I was writing a post when I thought “this isn’t very novel. I should mark it as such.” It then occurred to me to make a 1–10 scale to describe how novel a piece is, similar to Gwern’s importance tags. However, I’d prefer an objective scale, not a rank scale that Resorter generates. If I never write anything super-duper-new, I shouldn’t have any 10s on the novelty scale.
Currently, I have a rather coarse four-point scale with points that aren’t uniformly distributed between their neighbors:
A verbatim copy of something else.
Demonstrating how to apply a technique publicly documented elsewhere.
Slightly generalizing an idea publicly documented elsewhere.
Paradigm-shifting reconceptualization akin to Newton figuring out that the same thing causes apples to fall from trees and planets to stay in their orbits.
I’m trying to flesh out this scale as best as I’m able, but I’d like to get some help if I can. I’m also trying to separate novelty from both utility and importance. For example, “hold the banana by the handle end, pinch the other end to make a crack in it, and peel it starting at the crack” is no more than a 1.1 on the novelty scale, maybe a 4 on the utility scale, and 2 or so on the importance scale.
Are there any other useful points on a novelty scale?
The problem with a novelty scale is that novelty has a high degree of circumstantial/subjectivity to it. What’s new to one person is old hat to another. Millions of people may independently recreate the same wisdom based on their life experiences, and that insight feels new to them, but might not be new to those they share it with. In the modern age, not even a google search can guarantee that an idea hasn’t been laid out somewhere by someone.
Very true. I think I’m mainly trying to preempt accusations that I’m simply rehashing Taboo Your Words (which I pretty much am rehashing!)
Also, by stating “this isn’t very novel”, I’m also communicating to the neophyte (as opposed to current rationalists) that there’s a wide body of knowledge out there that’s quite similar to what I’ve written. That’s potentially useful to the neophyte.
Conveying that is often worthwhile, but it’s situational enough that simply stating the context of what you’re doing is probably a better idea than formalizing a novelty scale.
Also, I didn’t mention this above, but re-hashing stuff that isn’t novel can be highly useful. Penetration of an idea into the population would never happen if people only ever pointed to the original source for an idea without conveying/spreading it themselves. It’s helpful to have a million blog posts about the same thing, because each of those blogs is reaching a slightly different audience.
A general rule that I try to follow is “never write something which someone else has already written better”. Rather than give a numerical scale, I’ll list a few distinct ways that pieces can satisfy this rule. I’ll give examples of each from my own writing, with the caveat that they are not necessarily very good pieces—just examples of my own reasoning regarding their novelty.
Novel theory/observation/interpretation (or at least novel as far as I know). Ex.: Computational limits of empire
Carving up known ideas differently, e.g. by pointing to a particular sub-idea or creating a handle. Ex.: The broken chain problem
Taking a well-known idea from one area, and applying it in another area. Ex.: Competitive markets as distributed backprop
Analyzing something which has been analyzed many times before, but usually incorrectly, so it’s hard to sift signal from noise. In this case, the novelty/value is in making the analysis visibly correct. Ex.: Accounting for college costs
Translating some piece of metic knowledge into a more transmissible model/technique. Ex.: How to find unknown unknowns
Accessible explanations of technical ideas. Ex.: Queuing theory without math
Arguing that some known idea/problem is more important than people seem to have noticed. Ex.: Coordination economy
Note that these are ways that a piece of writing can be novel, not guarantees that nobody has ever written the same thing before.
Side note: if using a numerical scale, I worry about confusing novelty with importance—the example scale in the OP seems to mix the two. Perhaps a better approach would be to give handles for several different ways things can be novel, and then use those as tags?
A sensible rule, but I’d like to bring some rationalist insights to other communities that might be able to benefit from seeing how people who’ve read the Sequences handle things. This seems to necessitate a little bit of redundant writing.
Also, I could stand to get better at writing. On the other hand, if I limit myself to writing only novel things, I wouldn’t practice nearly as much as I ought to do. Of course, the decision to publish any given piece is a separate issue.
Not on purpose. I just couldn’t think of something super-novel yet unimportant.
That sounds like a good idea inasmuch as it maps to reality the best, but it’s also more work than I thought I’d have to do. I’m considering collapsing the novelty scale to no more than five points and trying to make it more coarse to deliberately paper over the different ways a piece can be novel.
Thanks for demonstrating that novelty isn’t totally orderable, though; I thought it was, more or less.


● **What to work on**
Your reply should be one number: how many lines of the material contain the word "Least".

● **Available records**
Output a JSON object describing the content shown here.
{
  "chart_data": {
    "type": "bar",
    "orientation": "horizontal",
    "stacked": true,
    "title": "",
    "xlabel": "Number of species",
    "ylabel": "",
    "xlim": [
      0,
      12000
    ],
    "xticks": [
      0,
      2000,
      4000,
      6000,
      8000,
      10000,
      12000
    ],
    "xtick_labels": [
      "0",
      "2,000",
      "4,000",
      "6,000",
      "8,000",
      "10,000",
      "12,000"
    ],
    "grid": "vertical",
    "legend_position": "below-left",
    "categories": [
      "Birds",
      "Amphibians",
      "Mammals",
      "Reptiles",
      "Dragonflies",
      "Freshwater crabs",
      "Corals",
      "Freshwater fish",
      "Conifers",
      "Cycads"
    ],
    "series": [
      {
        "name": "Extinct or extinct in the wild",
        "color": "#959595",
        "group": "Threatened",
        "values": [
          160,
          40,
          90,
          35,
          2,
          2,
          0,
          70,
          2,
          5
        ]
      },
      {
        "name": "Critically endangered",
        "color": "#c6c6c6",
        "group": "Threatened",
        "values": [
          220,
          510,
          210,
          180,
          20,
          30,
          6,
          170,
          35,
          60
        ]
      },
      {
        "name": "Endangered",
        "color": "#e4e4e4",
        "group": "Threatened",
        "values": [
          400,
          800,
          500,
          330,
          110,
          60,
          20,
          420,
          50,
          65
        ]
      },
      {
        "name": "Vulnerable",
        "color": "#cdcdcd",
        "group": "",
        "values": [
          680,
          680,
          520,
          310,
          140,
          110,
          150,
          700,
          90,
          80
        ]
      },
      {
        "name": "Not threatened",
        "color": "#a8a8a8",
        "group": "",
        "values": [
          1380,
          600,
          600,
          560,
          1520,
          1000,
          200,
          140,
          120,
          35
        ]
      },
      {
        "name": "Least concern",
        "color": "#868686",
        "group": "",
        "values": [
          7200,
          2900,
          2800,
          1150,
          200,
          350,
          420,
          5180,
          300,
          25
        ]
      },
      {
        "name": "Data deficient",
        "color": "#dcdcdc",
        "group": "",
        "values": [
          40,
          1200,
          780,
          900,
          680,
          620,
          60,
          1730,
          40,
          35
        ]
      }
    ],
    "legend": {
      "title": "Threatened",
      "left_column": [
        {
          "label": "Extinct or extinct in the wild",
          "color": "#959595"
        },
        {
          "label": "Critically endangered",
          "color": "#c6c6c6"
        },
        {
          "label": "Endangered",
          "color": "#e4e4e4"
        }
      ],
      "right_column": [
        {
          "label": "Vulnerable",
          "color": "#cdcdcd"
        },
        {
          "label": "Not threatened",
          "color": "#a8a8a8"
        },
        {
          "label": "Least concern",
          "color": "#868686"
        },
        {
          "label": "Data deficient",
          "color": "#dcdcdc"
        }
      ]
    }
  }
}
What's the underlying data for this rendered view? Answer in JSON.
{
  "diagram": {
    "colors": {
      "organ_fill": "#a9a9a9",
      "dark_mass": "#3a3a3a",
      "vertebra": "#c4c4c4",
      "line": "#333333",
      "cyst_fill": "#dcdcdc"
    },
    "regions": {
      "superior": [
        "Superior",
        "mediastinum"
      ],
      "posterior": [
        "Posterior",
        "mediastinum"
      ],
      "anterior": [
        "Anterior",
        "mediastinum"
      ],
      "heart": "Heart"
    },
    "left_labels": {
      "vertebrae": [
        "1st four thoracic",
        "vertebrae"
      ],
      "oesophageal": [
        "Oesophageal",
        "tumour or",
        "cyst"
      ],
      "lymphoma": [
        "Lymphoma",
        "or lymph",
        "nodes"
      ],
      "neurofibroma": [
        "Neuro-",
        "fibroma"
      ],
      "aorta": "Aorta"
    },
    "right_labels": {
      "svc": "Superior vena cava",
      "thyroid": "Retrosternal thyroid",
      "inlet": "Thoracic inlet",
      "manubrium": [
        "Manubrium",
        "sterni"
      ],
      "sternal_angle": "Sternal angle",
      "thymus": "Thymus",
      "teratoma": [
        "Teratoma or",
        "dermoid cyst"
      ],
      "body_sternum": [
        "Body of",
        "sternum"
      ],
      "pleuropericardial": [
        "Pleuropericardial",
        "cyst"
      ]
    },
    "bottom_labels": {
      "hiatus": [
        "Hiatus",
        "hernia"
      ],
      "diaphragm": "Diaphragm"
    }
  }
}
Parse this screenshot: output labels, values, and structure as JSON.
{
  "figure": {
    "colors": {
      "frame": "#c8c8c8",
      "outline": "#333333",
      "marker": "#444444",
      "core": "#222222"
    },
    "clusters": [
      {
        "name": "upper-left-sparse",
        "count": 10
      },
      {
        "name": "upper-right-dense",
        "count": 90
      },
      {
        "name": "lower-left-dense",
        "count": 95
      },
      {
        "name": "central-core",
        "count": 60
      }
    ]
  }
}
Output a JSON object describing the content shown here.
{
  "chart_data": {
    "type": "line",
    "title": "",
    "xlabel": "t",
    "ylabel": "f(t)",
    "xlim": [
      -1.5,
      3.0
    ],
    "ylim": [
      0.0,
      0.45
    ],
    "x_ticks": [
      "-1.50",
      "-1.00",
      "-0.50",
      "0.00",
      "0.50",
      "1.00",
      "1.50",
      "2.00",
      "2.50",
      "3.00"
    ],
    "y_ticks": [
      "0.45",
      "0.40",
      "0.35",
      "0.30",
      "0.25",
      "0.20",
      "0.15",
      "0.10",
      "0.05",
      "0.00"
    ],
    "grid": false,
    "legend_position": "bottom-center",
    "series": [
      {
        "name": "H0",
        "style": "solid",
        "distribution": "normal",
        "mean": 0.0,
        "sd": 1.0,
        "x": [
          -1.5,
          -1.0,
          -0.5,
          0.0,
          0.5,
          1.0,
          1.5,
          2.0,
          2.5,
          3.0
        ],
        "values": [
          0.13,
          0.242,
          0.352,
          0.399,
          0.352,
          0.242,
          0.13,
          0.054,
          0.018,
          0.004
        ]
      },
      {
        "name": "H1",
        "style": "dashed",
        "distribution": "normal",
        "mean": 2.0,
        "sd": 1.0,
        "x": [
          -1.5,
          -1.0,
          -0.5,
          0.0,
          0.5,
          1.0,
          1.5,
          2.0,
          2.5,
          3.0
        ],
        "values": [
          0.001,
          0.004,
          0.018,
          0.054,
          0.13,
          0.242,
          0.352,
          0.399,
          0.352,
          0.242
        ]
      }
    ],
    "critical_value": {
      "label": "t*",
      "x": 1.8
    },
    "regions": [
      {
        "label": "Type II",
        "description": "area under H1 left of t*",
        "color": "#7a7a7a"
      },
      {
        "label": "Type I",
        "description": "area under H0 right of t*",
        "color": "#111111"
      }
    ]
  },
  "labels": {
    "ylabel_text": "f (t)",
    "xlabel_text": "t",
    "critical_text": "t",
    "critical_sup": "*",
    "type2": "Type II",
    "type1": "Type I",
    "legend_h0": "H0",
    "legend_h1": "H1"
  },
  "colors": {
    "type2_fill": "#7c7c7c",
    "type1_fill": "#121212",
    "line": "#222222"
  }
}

● **Completed task**
2